Design and Pedagogy

This week’s reading got me thinking about the extent to which design can be taught. While there were a number of practical suggestions in the chapter from White Space is Not Your Enemy, most of what the author suggested can be summed up as “don’t use colors that don’t look good together,” which is good, if not terribly useful advice. Part of the problem of course is that design relies on a well developed aesthetic sensibility. Sure red and green are complementary colors, but are the particular shades you’ve chosen? Does it make your website look like a bad Christmas card? Which elements should be which colors? If green is your dominant color, how much red is too red? And the answer to all of that is, it depends. It depends on what looks good, what looks right. And if you can’t see what isn’t working when you look at your website, you’re out of luck. 

As a case in point, take my type assignment from last week. The most common (and I’m sure correct) criticism that it received was that the line spacing was too tight. People felt that the text looked cluttered and smashed together. Which is fair. But when I was putting it together, I spent a fair bit of time fidgeting with line spacing. I had let the spacing out some, because Georgia is a fairly heavy font, and then pulled it back in a bit when it started looking like it was losing cohesion. So in the end, what I thought was an appropriate line spacing was actually too tight for most people to read comfortably. The problem of course is that I’m not sure I could have been taught to make that decision correctly the first time.

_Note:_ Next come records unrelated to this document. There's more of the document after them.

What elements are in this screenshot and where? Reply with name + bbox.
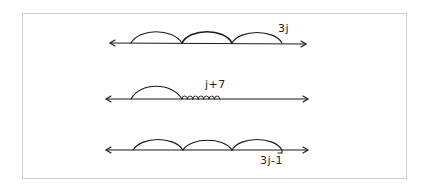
number-line-3 [106,140,308,154]
jump-arc [131,86,182,99]
jump-arc [131,32,182,43]
jump-arc [133,140,183,151]
number-line-1 [110,32,306,47]
jump-arc-step-back [232,140,282,154]
number-lines-drawing [0,0,429,188]
line-1-label: 3j [278,22,289,35]
jump-arc [182,32,232,43]
jump-arc [232,33,282,44]
line-2-label: j+7 [205,78,226,91]
line-3-label: 3j-1 [260,154,283,167]
jump-arc [183,140,232,150]
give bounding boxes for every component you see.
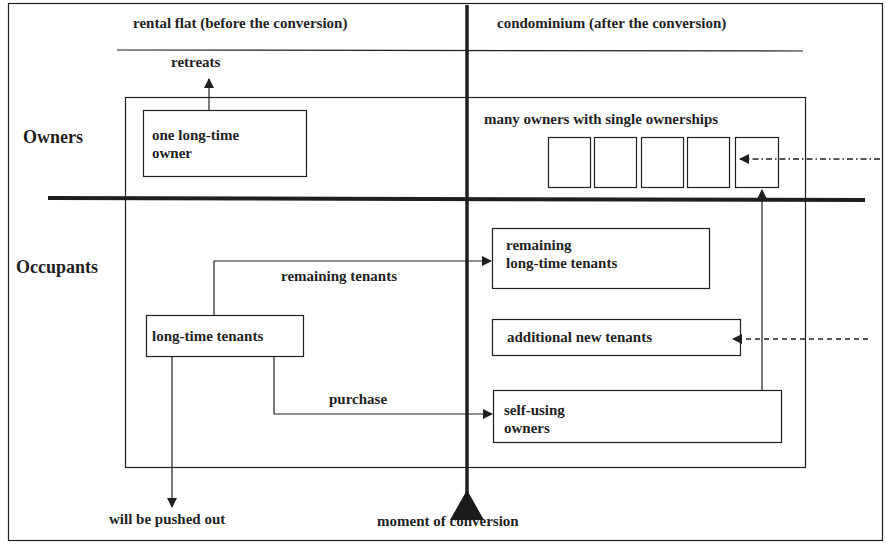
remaining-lt-label-line2: long-time tenants xyxy=(506,256,617,272)
row-label-occupants: Occupants xyxy=(16,258,98,277)
outer-frame xyxy=(9,4,883,541)
ownership-unit xyxy=(549,138,591,188)
owners-occupants-divider xyxy=(48,198,865,200)
remaining-tenants-label: remaining tenants xyxy=(281,269,397,285)
ownership-unit xyxy=(688,138,730,188)
row-label-owners: Owners xyxy=(23,128,83,147)
long-time-tenants-label: long-time tenants xyxy=(152,329,263,345)
self-using-label-line2: owners xyxy=(504,421,550,437)
ownership-unit xyxy=(736,138,779,188)
moment-of-conversion-label: moment of conversion xyxy=(377,514,519,530)
pushed-out-label: will be pushed out xyxy=(109,512,225,528)
one-owner-label-line2: owner xyxy=(152,146,192,162)
retreats-label: retreats xyxy=(171,55,220,71)
purchase-label: purchase xyxy=(329,392,387,408)
after-conversion-title: condominium (after the conversion) xyxy=(497,16,726,32)
diagram-canvas xyxy=(0,0,886,548)
additional-new-tenants-label: additional new tenants xyxy=(507,330,652,346)
self-using-label-line1: self-using xyxy=(504,403,565,419)
remaining-lt-label-line1: remaining xyxy=(506,238,572,254)
before-conversion-title: rental flat (before the conversion) xyxy=(133,16,347,32)
one-owner-label-line1: one long-time xyxy=(152,128,239,144)
ownership-unit xyxy=(595,138,637,188)
many-owners-label: many owners with single ownerships xyxy=(484,112,718,128)
ownership-unit xyxy=(642,138,684,188)
header-divider xyxy=(117,50,803,51)
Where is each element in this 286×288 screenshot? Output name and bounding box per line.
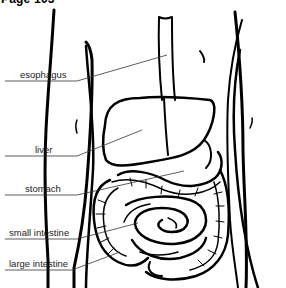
label-stomach: stomach bbox=[25, 183, 61, 194]
esophagus bbox=[159, 17, 175, 100]
small-intestine bbox=[126, 197, 206, 259]
leader-liver bbox=[5, 130, 142, 156]
body-outline-right bbox=[235, 12, 247, 288]
label-esophagus: esophagus bbox=[20, 69, 66, 80]
liver bbox=[103, 97, 214, 166]
label-large-intestine: large intestine bbox=[9, 258, 68, 269]
label-small-intestine: small intestine bbox=[9, 227, 69, 238]
label-liver: liver bbox=[35, 144, 52, 155]
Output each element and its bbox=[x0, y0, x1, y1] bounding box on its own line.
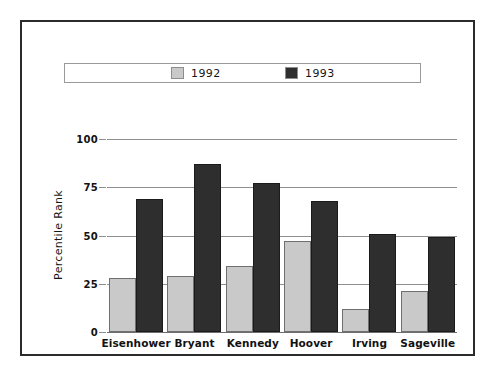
y-tick-mark-50 bbox=[99, 236, 106, 237]
y-tick-mark-100 bbox=[99, 139, 106, 140]
bar-group-bryant: Bryant bbox=[165, 139, 223, 332]
legend-item-1993: 1993 bbox=[285, 67, 335, 79]
bar-irving-1993 bbox=[369, 234, 396, 332]
bar-hoover-1992 bbox=[284, 241, 311, 332]
chart-legend: 1992 1993 bbox=[64, 63, 421, 83]
x-tick-label-sageville: Sageville bbox=[400, 337, 455, 349]
bar-bryant-1992 bbox=[167, 276, 194, 332]
y-tick-mark-0 bbox=[99, 332, 106, 333]
bar-group-hoover: Hoover bbox=[282, 139, 340, 332]
bar-kennedy-1992 bbox=[226, 266, 253, 332]
y-tick-mark-75 bbox=[99, 187, 106, 188]
legend-item-1992: 1992 bbox=[171, 67, 221, 79]
legend-swatch-1993-icon bbox=[285, 67, 298, 79]
x-tick-label-eisenhower: Eisenhower bbox=[102, 337, 171, 349]
bar-sageville-1993 bbox=[428, 237, 455, 332]
bar-kennedy-1993 bbox=[253, 183, 280, 332]
y-tick-label-25: 25 bbox=[83, 278, 98, 289]
bar-bryant-1993 bbox=[194, 164, 221, 332]
gridline-0: 0 bbox=[107, 332, 457, 333]
legend-label-1993: 1993 bbox=[305, 68, 335, 79]
chart-frame: 1992 1993 Percentile Rank 0255075100 Eis… bbox=[20, 20, 475, 356]
y-axis-title: Percentile Rank bbox=[52, 190, 65, 280]
x-tick-label-bryant: Bryant bbox=[174, 337, 214, 349]
bar-group-kennedy: Kennedy bbox=[224, 139, 282, 332]
y-tick-label-75: 75 bbox=[83, 182, 98, 193]
bar-group-sageville: Sageville bbox=[399, 139, 457, 332]
y-tick-label-0: 0 bbox=[91, 327, 98, 338]
bar-group-eisenhower: Eisenhower bbox=[107, 139, 165, 332]
bar-group-irving: Irving bbox=[340, 139, 398, 332]
legend-swatch-1992-icon bbox=[171, 67, 184, 79]
bar-eisenhower-1992 bbox=[109, 278, 136, 332]
y-tick-label-100: 100 bbox=[76, 134, 98, 145]
bar-irving-1992 bbox=[342, 309, 369, 332]
bar-eisenhower-1993 bbox=[136, 199, 163, 332]
bar-hoover-1993 bbox=[311, 201, 338, 332]
y-tick-mark-25 bbox=[99, 284, 106, 285]
legend-label-1992: 1992 bbox=[191, 68, 221, 79]
y-tick-label-50: 50 bbox=[83, 230, 98, 241]
bar-groups: EisenhowerBryantKennedyHooverIrvingSagev… bbox=[107, 139, 457, 332]
bar-sageville-1992 bbox=[401, 291, 428, 332]
plot-area: 0255075100 EisenhowerBryantKennedyHoover… bbox=[107, 139, 457, 332]
x-tick-label-irving: Irving bbox=[352, 337, 387, 349]
x-tick-label-hoover: Hoover bbox=[290, 337, 333, 349]
x-tick-label-kennedy: Kennedy bbox=[227, 337, 279, 349]
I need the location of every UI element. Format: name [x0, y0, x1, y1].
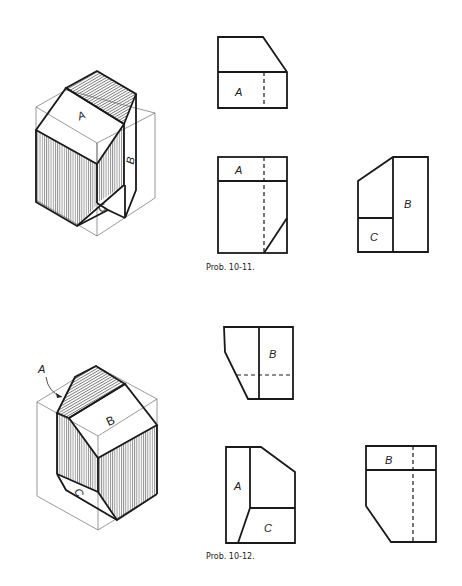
front-view-10-12: A C: [226, 447, 295, 543]
side-view-label-b: B: [404, 198, 411, 210]
arrow-head-icon: [56, 393, 62, 398]
face-label-c: C: [72, 486, 86, 499]
isometric-view-10-11: A B C: [36, 71, 155, 236]
face-label-c: C: [95, 200, 108, 214]
left-face: [36, 130, 97, 226]
side-view-label-c: C: [370, 231, 378, 243]
drawing-sheet: A B C A A B C Prob. 10-11.: [0, 0, 462, 586]
top-view-10-12: B: [224, 327, 293, 399]
caption-10-11: Prob. 10-11.: [206, 263, 255, 272]
top-view-label: A: [234, 86, 242, 98]
front-view-label-c: C: [264, 522, 272, 534]
problem-10-11: A B C A A B C Prob. 10-11.: [36, 37, 428, 272]
isometric-view-10-12: A B C: [37, 363, 157, 530]
top-view-label: B: [269, 348, 276, 360]
leader-arrow: [46, 377, 62, 397]
side-view-label: B: [385, 454, 392, 466]
side-view-10-12: B: [366, 446, 436, 542]
front-view-label: A: [234, 164, 242, 176]
side-view-10-11: B C: [358, 157, 428, 252]
face-label-b: B: [124, 156, 137, 165]
front-view-label-a: A: [233, 480, 241, 492]
face-label-a: A: [74, 108, 87, 122]
face-label-b: B: [104, 413, 117, 429]
top-view-10-11: A: [218, 37, 287, 108]
face-label-a: A: [37, 363, 45, 375]
front-view-10-11: A: [218, 157, 287, 253]
caption-10-12: Prob. 10-12.: [206, 552, 255, 561]
problem-10-12: A B C B A C B Prob. 10: [37, 327, 436, 561]
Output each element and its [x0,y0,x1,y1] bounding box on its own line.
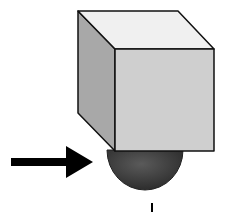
cube [78,11,214,151]
tick-mark [151,203,153,212]
diagram-canvas [0,0,225,215]
hemisphere [107,150,183,190]
arrow-right-icon [11,146,93,178]
cube-front-face [115,49,214,151]
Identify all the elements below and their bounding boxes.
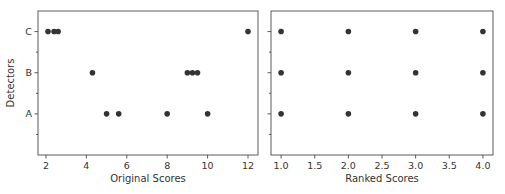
data-point-a	[278, 111, 284, 117]
data-point-c	[245, 29, 251, 35]
y-axis-label: Detectors	[5, 59, 16, 108]
data-point-b	[480, 70, 486, 76]
y-tick-label: C	[25, 26, 32, 37]
data-point-b	[278, 70, 284, 76]
x-tick-label: 4	[83, 160, 89, 171]
figure: 24681012ABCOriginal ScoresDetectors 1.01…	[0, 0, 505, 194]
x-axis-label: Original Scores	[110, 173, 186, 184]
x-tick-label: 3.5	[442, 160, 457, 171]
data-point-b	[90, 70, 96, 76]
plot-frame	[38, 11, 258, 155]
x-tick-label: 1.0	[274, 160, 289, 171]
data-point-b	[195, 70, 201, 76]
data-point-c	[413, 29, 419, 35]
data-point-b	[346, 70, 352, 76]
data-point-b	[413, 70, 419, 76]
x-tick-label: 2.0	[341, 160, 356, 171]
data-point-a	[346, 111, 352, 117]
data-point-a	[413, 111, 419, 117]
x-tick-label: 4.0	[475, 160, 490, 171]
x-tick-label: 12	[242, 160, 254, 171]
data-point-a	[116, 111, 122, 117]
x-tick-label: 10	[202, 160, 214, 171]
data-point-a	[480, 111, 486, 117]
data-point-c	[346, 29, 352, 35]
data-point-b	[185, 70, 191, 76]
data-point-c	[55, 29, 61, 35]
x-tick-label: 2	[43, 160, 49, 171]
x-tick-label: 3.0	[408, 160, 423, 171]
data-point-a	[104, 111, 110, 117]
data-point-a	[164, 111, 170, 117]
x-tick-label: 8	[164, 160, 170, 171]
data-point-a	[205, 111, 211, 117]
plot-frame	[271, 11, 493, 155]
data-point-c	[480, 29, 486, 35]
y-tick-label: B	[25, 67, 32, 78]
data-point-b	[190, 70, 196, 76]
x-axis-label: Ranked Scores	[345, 173, 419, 184]
y-tick-label: A	[26, 108, 33, 119]
x-tick-label: 2.5	[374, 160, 389, 171]
data-point-c	[278, 29, 284, 35]
x-tick-label: 6	[124, 160, 130, 171]
subplot-original-scores: 24681012ABCOriginal ScoresDetectors	[5, 11, 258, 184]
x-tick-label: 1.5	[307, 160, 322, 171]
subplot-ranked-scores: 1.01.52.02.53.03.54.0Ranked Scores	[268, 11, 494, 184]
data-point-c	[45, 29, 51, 35]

As such, I’d suggest that teaching design, like teaching writing or any craft, is a matter less of direct instruction than constructive critique. Other than a few very broad and general principles to act as basic guidelines (use lots of space, no Times New Roman) the best method of learning seems to be to make as many mistakes as you can as quickly as possible. The critique is where learning takes place, and where one’s aesthetic sense can be developed. Because even if I won’t ever necessarily be able to see the problems with my design work intuitively, I can start storing away lessons about the way in which my sensibility doesn’t work for other people, which will hopefully let me make positive adjustments in future.

 

5 thoughts on “Design and Pedagogy

  1. Ben!!! I couldn’t agree more. Like you, I very thoughtfully and deliberately made certain design decisions last week that in-class critiques then forced me to rethink. So I absolutely agree that constructive feedback may be the best learning tool. Although aesthetics is such a subjective form that it might be helpful to remember that you can’t please all of the people all of the time…

  2. jannellelegg says:

    I agree, totally. I think it’s difficult because so much of design is subjective – we don’t always get to explain to one another why we made the choices we did, nor can we always know how people will respond to the final result. It’s nice that we are all going through this together so that I can learn, not only from my own mistakes, but also by paying attention to the choices everyone else in class is making as well.